The 89-year-old former general, who ruled the Central American country from 1982 to 1983, is accused of ordering the army to massacre more than 1,700 Ixil Maya indigenous people in northern Guatemala.

He was sentenced to 80 years in prison at an initial trial in 2013, but the Constitutional Court threw out his conviction on procedural grounds and ordered a retrial.

His lawyers say he cannot face a new trial because he is no longer capable of understanding the charges against him.

After examining Rios Montt during a week of court-ordered tests at a private psychiatric facility, experts found he alternates between lucid moments and dementia, including hallucinations, said doctor Walter Rinze of the Federico Mora National Mental Health Hospital.

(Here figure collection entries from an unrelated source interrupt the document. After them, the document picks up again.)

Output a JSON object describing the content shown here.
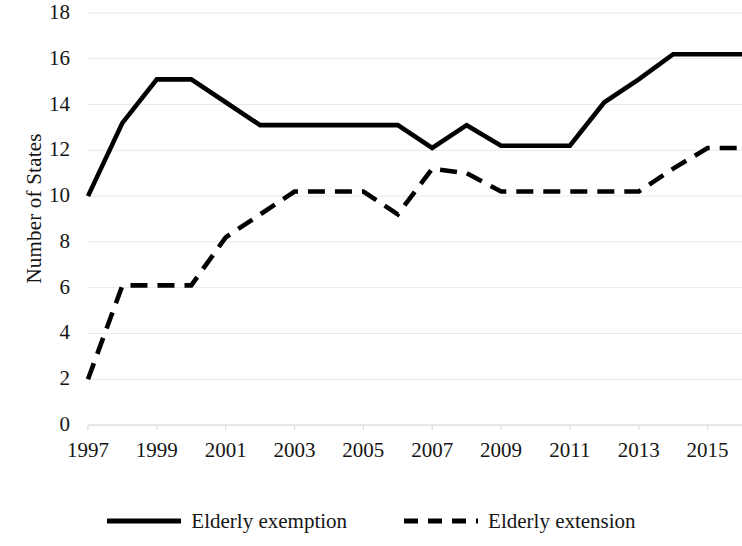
{
  "chart_data": {
    "type": "line",
    "title": "",
    "xlabel": "",
    "ylabel": "Number of States",
    "xlim": [
      1997,
      2016
    ],
    "ylim": [
      0,
      18
    ],
    "ytick_labels": [
      "18",
      "16",
      "14",
      "12",
      "10",
      "8",
      "6",
      "4",
      "2",
      "0"
    ],
    "ytick_values": [
      18,
      16,
      14,
      12,
      10,
      8,
      6,
      4,
      2,
      0
    ],
    "xtick_labels": [
      "1997",
      "1999",
      "2001",
      "2003",
      "2005",
      "2007",
      "2009",
      "2011",
      "2013",
      "2015"
    ],
    "xtick_values": [
      1997,
      1999,
      2001,
      2003,
      2005,
      2007,
      2009,
      2011,
      2013,
      2015
    ],
    "grid": true,
    "legend_position": "bottom",
    "x": [
      1997,
      1998,
      1999,
      2000,
      2001,
      2002,
      2003,
      2004,
      2005,
      2006,
      2007,
      2008,
      2009,
      2010,
      2011,
      2012,
      2013,
      2014,
      2015,
      2016
    ],
    "series": [
      {
        "name": "Elderly exemption",
        "style": "solid",
        "color": "#000000",
        "values": [
          10.0,
          13.2,
          15.1,
          15.1,
          14.1,
          13.1,
          13.1,
          13.1,
          13.1,
          13.1,
          12.1,
          13.1,
          12.2,
          12.2,
          12.2,
          14.1,
          15.1,
          16.2,
          16.2,
          16.2
        ]
      },
      {
        "name": "Elderly extension",
        "style": "dashed",
        "color": "#000000",
        "values": [
          2.0,
          6.1,
          6.1,
          6.1,
          8.2,
          9.2,
          10.2,
          10.2,
          10.2,
          9.2,
          11.2,
          11.0,
          10.2,
          10.2,
          10.2,
          10.2,
          10.2,
          11.2,
          12.1,
          12.1
        ]
      }
    ]
  },
  "axis": {
    "y_title": "Number of States"
  },
  "legend": {
    "items": [
      {
        "label": "Elderly exemption",
        "style": "solid"
      },
      {
        "label": "Elderly extension",
        "style": "dashed"
      }
    ]
  }
}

"The conclusion reached is that the patient suffers from mixed vascular dementia," said Rinze, presenting the first of three reports to the court in Guatemala City.

The other two reports, by the National Institute of Forensic Sciences and San Juan de Diosare National Hospital, reached a similar conclusion.

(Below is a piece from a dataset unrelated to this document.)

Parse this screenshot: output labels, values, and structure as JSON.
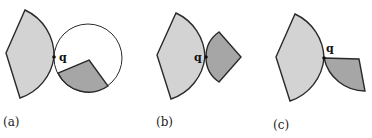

Rinze said the condition was caused by small blood clots damaging Rios Montt's brain.

Doctors also found the former ruler has impaired vision and hearing, as well as heart and back problems.

Lawyers for both sides questioned doctors on the reports after they were presented.

Prosecutors said they expected a ruling later in the day on whether or not Rios Montt can stand trial.

A medical examiner's report last month found Rios Montt mentally incompetent to stand trial. The court ordered the latest tests after prosecutors challenged that conclusion.

Rios Montt and his ex-military intelligence chief, Jose Rodriguez, are charged with orchestrating a scorched-earth campaign in Ixil Maya areas as the government sought to stamp out rural support for leftist guerrilla groups at the height of Guatemala's 1960-1996 civil war.

Rios Montt is the first former head of state to face genocide charges in a domestic court.